Chomsky, N. (1993). World Order and Its Rules: Variations on Some Themes. Journal of Law and

Society. Cardiff: Blackwell Publishing. (20)2, 145-166.

Chomsky, N. (1994). Year 501: The Conquest Continues. Boston: South End Press.

Chomsky, N. (1998). A Century Later. Peace Review, (10)3, 313. Retrieved 10/14/09 from

Academic Search Complete.

Chomsky, N. (2004). U.S.-Haiti. Znet. Retrieved 10/14/09 from

http://www.chomsky.info/articles/20040309.htm

Cutter, S. (1995). Race, class, and environmental justice. Progress in Human Geography.

Columbia: University of South Carolina. (19)1, 111- 122.

Farmer, P. (2004).

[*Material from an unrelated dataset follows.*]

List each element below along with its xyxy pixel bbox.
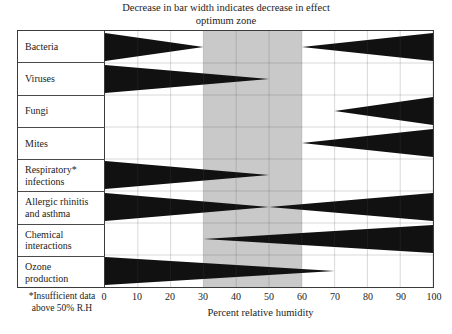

Who removed Aristide? Paul Farmer reports from Haiti. LRB letters page.

London Review of Books. Retrieved from http://www.lrb.co.uk/v26/n08/farm01_.html

Farmer P. (2006). Never again? Reflections on human values and human rights.  The Tanner

Lectures on Human Values. Salt Lake City: University of Utah Press, 137-188.

Kidder, T. (2004). Mountains Beyond Mountains: The Quest of Dr. Paul Farmer, A Man Who

Would Cure the World. New York: Random House, Inc.

National Association of Social Workers (NASW). (2000). NASW. Code of Ethics. Washington, DC: NASW

Nesbitt, N. (2009). Alter-Rights: Haiti and the singularization of universal human rights, 1804–

2004. International Journal of Francophone Studies (12)1, 93–108, doi:

10.1386/ijfs.12.1.93/1

Perousse, R. (1995) Haitian democracy restored: 1991 – 1995. Lanham, MD: University Press of

America.

Smedley, B., Stith, A., Nelson A. (Eds.) . (2003). Unequal Treatment: Confronting Racial and

Ethnic Disparities in Health Care. Washington, D.C.: National Academies Press.

Thomas, S. & Quinn, S. (1991) Public Health Then and Now: The Tuskegee Syphilis Study, 1932-

1972: Implications for HIV Education and AIDS Risk Education Programs in the Black

Community. American Journal of Public Health. 81(11): 1498 – 1504.

Zinn, H. (1997). A People’s History of the United States. New York: New Press.

Advertisement

Leave a Reply

Fill in your details below or click an icon to log in:

WordPress.com Logo

You are commenting using your WordPress.com account. Log Out / Change )

Twitter picture

You are commenting using your Twitter account. Log Out / Change )

Facebook photo

You are commenting using your Facebook account. Log Out / Change )

Connecting to %s

Follow

Get every new post delivered to your Inbox.